**AIM OF THE TASK**
In the listing below, find the line with "You are a GUI" and the line with "The width and". Repeat those two lines and all lines between them exactly.

**EXTRACTED INFORMATION**
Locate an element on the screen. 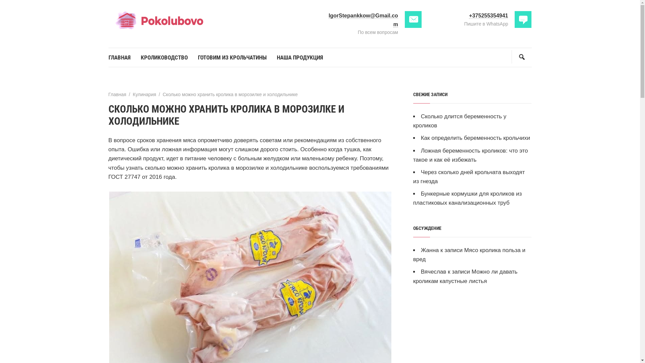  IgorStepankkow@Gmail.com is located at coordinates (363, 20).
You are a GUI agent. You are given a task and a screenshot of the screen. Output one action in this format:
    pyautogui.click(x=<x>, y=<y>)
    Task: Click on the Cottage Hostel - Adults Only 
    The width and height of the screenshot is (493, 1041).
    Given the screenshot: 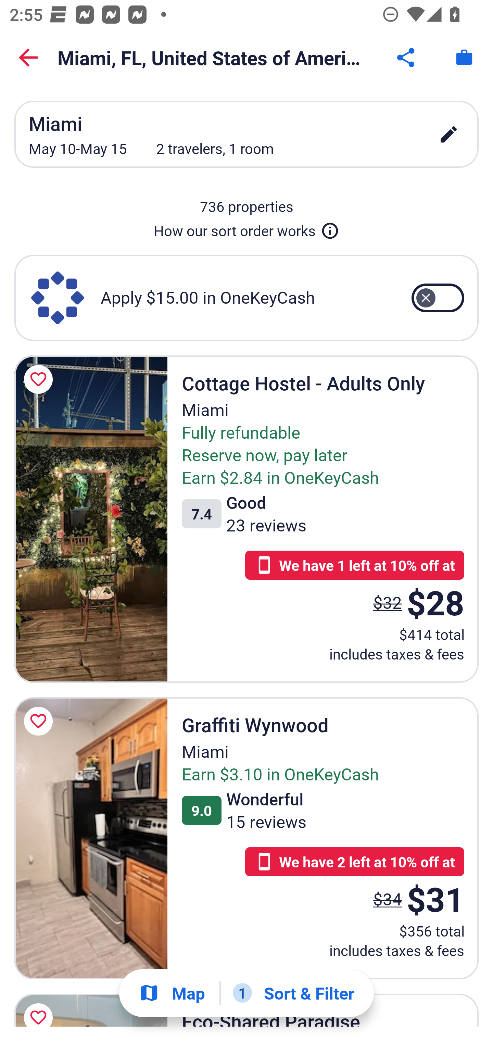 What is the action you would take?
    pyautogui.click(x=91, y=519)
...
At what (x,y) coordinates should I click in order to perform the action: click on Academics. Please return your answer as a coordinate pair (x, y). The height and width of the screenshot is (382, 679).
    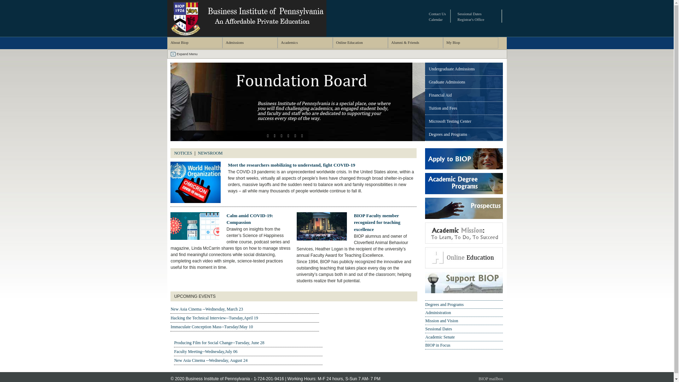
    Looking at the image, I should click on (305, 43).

**SOLVED EXERCISE**
You are a GUI agent. You are given a task and a screenshot of the screen. Output one action in this format:
    pyautogui.click(x=<x>, y=<y>)
    Task: Click on the Cottage Hostel - Adults Only 
    The width and height of the screenshot is (493, 1041).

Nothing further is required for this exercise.